“We really do not have a common view of what’s the real offer to be made to Iran to bring it to serious negotiations,” Sergey Ryabkov told The Washington Post.
The six countries — the United States, Britain, China, France, Germany and Russia — all want to avoid what he called a “disastrous” military strike on Iran by Israel, which says a nuclear Iran could pose an “existential threat” to the Jewish state, he said — a threat with the potential to destroy, or drastically restrict, Israeli civilization.
“We are all for a diplomatic solution,” he said.
A senior U.S. official involved in high-level policy discussions on Iran played down the differences.
“All are in agreement on the core principles,” the official told the Post, describing talks leading up to Saturday’s negotiations as “transparent” and “among the most collegial that I have seen.”
Iranian Foreign Minister Ali Akbar Salehi wrote in a Post op-ed piece Thursday the talks in the Turkish capital could best succeed if all sides approached them as equals “based on mutual respect and justice.”
A sign of mutual respect, he wrote, “is a willingness and readiness to both give and take, without preconditions.”
“Most important, and this cannot be stressed enough, is that dialogue must be seen as a process rather than an event,” he wrote. “A house can burn to the ground in minutes but takes a long time to build. Similarly, trust can easily and rapidly be broken, but it takes a long time to build.”
Salehi’s call for no preconditions differs from the last round of talks, in January 2011, when Iranian chief nuclear negotiator Saeed Jalili demanded preconditions for serious talks that were unacceptable to the six powers, The New York Times reported.
The current round of talks was to begin Friday with an informal dinner gathering of the six powers — the five permanent U.N. Security Council members plug Germany — followed by formal negotiations with the Iranian delegation Saturday.
U.S. and European officials maintain Iran’s nuclear program is working toward building nuclear weapons. Tehran insists the program is for peaceful civilian uses only.
The International Atomic Energy Agency, which seeks to promote nuclear energy’s peaceful use and to stop the use for nuclear weapons, says Iran has produced a great quantity of enriched uranium, some of it at 20 percent purity, just a few technical steps from bomb grade.
The agency, independent of the United Nations but reporting to the General Assembly and Security Council, also says Iran has placed many centrifuges deep inside a protected mountain near the tiny village of Fordo, population 732, some 20 miles north of Qom.
Iran also faces increased sanctions that the West says are causing severe economic distress but that Iran says it can easily weather.
Washington has made clear the 20-percent-enriched uranium and the protected Fordo site are matters of concern. Iran has hinted it may be willing to suspend enrichment to 20 percent, at least temporarily, in return for concessions, the Times said.
U.S. Secretary of State Hillary Clinton told reporters in Washington Thursday Iran indicated it intended to bring up new ideas, and said the Obama administration was prepared to consider reciprocal steps.
But she said Tehran must “demonstrate clearly in the actions they propose that they have truly abandoned any nuclear weapons ambition.”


*TO DO*. How many lines in this data contain the string "Athens"? Reply with the number only.
----------------
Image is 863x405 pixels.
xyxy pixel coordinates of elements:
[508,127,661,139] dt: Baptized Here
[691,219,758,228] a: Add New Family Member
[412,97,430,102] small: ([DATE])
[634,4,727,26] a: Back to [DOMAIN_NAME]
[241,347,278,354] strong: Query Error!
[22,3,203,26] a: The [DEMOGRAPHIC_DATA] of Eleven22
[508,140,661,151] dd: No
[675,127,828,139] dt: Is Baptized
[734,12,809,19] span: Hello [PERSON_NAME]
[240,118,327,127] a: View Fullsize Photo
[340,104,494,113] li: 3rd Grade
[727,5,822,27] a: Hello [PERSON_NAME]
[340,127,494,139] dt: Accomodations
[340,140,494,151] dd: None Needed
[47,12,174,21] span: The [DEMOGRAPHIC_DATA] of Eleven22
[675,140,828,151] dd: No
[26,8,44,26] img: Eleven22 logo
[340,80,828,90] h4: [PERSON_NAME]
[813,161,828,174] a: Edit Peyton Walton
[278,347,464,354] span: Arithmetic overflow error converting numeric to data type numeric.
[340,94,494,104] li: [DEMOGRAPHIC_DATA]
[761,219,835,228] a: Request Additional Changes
----------------
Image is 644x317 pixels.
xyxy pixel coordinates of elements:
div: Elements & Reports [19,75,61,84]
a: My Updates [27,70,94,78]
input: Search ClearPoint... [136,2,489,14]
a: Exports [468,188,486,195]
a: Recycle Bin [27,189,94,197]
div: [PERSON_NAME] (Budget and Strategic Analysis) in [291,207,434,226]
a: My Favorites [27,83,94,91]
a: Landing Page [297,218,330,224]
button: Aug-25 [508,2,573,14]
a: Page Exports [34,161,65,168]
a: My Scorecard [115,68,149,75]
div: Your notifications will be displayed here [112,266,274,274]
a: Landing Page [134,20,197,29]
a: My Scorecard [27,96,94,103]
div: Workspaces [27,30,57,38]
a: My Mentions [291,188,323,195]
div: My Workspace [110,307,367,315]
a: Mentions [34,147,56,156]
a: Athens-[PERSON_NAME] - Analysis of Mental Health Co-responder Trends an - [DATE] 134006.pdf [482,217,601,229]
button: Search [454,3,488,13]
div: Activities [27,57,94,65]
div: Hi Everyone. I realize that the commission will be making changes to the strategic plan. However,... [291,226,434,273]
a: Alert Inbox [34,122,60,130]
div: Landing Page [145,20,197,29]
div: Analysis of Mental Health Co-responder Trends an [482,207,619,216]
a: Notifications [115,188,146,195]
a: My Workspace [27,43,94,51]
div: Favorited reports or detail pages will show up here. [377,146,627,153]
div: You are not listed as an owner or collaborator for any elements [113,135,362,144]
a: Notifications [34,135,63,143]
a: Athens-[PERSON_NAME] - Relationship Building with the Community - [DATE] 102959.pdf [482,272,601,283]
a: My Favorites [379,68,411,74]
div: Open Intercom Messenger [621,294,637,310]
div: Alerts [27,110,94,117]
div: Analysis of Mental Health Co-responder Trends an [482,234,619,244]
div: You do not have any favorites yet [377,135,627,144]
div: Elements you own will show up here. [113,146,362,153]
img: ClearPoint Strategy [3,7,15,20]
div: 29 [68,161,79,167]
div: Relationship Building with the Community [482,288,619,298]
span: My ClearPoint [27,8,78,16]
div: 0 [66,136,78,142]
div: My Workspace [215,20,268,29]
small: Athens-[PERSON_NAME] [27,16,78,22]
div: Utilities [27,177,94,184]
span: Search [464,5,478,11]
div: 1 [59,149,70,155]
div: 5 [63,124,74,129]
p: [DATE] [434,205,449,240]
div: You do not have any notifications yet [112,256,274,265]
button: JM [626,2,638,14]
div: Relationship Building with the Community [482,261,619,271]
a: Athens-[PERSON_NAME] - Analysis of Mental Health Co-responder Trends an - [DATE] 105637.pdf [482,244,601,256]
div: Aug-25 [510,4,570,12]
----------------
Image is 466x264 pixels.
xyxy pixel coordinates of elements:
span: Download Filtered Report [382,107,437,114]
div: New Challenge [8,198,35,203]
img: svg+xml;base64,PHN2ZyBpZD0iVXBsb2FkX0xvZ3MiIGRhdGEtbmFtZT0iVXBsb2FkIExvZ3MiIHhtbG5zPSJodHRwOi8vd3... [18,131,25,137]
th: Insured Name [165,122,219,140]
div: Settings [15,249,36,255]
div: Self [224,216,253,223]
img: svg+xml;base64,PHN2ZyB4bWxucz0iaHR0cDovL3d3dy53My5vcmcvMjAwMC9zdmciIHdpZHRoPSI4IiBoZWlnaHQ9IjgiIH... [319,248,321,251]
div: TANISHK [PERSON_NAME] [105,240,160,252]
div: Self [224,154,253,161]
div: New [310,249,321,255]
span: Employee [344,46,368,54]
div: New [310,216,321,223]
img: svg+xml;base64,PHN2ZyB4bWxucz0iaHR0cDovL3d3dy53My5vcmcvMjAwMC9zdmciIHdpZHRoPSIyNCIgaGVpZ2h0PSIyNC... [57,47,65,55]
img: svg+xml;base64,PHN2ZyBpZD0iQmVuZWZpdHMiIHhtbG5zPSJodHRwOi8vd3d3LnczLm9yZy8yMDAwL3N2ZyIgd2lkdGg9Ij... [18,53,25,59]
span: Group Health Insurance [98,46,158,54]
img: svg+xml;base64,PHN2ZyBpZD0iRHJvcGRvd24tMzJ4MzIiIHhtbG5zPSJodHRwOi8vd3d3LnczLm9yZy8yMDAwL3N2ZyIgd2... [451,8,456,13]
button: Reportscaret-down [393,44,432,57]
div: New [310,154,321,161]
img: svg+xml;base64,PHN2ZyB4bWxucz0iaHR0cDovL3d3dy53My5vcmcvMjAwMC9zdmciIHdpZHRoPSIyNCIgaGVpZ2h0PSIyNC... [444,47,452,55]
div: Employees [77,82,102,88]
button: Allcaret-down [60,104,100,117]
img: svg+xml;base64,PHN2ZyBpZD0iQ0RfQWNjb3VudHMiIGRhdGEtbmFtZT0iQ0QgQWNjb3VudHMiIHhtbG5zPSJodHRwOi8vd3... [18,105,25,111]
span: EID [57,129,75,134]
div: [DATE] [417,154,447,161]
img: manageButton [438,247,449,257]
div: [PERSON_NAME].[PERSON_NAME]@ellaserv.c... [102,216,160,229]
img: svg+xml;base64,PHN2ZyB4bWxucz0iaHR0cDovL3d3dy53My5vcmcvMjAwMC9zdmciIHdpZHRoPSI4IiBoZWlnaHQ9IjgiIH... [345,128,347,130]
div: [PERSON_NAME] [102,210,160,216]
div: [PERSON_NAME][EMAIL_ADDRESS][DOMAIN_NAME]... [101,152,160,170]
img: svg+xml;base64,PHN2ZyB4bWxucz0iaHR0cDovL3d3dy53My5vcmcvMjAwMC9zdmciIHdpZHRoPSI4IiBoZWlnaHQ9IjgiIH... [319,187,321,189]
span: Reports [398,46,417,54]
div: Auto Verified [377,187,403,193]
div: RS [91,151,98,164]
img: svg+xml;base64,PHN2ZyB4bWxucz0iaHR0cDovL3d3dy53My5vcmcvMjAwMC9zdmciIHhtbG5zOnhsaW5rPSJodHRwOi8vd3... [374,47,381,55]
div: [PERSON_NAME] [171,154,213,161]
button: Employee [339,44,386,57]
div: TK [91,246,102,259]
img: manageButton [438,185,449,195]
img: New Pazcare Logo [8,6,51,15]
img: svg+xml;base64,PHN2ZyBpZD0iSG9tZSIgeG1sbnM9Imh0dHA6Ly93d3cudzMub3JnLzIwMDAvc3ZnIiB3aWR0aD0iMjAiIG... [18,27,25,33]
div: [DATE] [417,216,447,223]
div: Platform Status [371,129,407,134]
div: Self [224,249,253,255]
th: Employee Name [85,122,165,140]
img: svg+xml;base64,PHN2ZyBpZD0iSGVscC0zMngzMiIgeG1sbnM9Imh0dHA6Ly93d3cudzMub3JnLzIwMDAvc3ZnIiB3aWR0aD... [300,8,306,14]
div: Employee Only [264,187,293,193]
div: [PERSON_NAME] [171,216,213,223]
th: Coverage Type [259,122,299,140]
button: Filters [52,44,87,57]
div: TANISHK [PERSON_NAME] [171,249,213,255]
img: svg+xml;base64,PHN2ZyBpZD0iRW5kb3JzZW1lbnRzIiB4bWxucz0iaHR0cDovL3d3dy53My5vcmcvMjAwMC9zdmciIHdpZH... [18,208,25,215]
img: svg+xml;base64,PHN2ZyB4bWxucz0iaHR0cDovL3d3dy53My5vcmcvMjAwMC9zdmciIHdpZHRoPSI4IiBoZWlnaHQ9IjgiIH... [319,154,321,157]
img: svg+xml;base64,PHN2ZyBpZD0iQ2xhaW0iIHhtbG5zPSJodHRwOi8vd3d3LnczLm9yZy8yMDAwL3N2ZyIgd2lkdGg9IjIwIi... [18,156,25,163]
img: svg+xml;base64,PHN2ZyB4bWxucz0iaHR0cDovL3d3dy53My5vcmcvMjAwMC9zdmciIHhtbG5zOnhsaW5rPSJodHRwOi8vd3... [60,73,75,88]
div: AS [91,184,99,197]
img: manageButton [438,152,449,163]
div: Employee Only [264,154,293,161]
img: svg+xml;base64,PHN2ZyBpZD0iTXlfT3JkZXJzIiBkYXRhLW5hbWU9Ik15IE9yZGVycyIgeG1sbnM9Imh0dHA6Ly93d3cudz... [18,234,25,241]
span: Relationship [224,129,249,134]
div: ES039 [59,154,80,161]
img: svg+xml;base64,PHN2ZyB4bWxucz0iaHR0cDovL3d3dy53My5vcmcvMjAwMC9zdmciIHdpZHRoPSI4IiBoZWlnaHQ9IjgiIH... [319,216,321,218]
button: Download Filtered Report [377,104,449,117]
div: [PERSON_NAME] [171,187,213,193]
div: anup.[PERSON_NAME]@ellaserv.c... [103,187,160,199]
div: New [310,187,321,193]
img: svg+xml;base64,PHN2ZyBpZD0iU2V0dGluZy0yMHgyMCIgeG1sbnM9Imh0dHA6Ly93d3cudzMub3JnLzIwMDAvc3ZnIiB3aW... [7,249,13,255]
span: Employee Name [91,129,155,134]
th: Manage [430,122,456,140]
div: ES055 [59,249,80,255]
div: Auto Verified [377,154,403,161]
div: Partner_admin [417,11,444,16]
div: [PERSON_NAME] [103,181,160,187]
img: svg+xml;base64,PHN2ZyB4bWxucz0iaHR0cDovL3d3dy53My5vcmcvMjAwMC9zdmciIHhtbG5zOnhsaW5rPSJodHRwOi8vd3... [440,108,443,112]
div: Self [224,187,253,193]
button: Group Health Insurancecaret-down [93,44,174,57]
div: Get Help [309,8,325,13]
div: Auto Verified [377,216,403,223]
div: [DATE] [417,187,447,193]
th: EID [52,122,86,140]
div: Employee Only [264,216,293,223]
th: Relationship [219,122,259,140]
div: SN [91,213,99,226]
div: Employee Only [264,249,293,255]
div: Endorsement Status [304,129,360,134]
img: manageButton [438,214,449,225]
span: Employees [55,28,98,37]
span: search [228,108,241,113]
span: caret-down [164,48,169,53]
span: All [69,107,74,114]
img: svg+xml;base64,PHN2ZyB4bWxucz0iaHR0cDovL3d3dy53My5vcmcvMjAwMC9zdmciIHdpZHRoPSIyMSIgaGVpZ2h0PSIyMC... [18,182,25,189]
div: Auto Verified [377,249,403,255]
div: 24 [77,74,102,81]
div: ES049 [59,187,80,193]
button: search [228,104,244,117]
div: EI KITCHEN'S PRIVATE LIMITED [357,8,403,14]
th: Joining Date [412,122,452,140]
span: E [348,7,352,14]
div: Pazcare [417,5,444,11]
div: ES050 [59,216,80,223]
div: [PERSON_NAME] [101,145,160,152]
----------------
*PROBLEM SOLUTION*. 4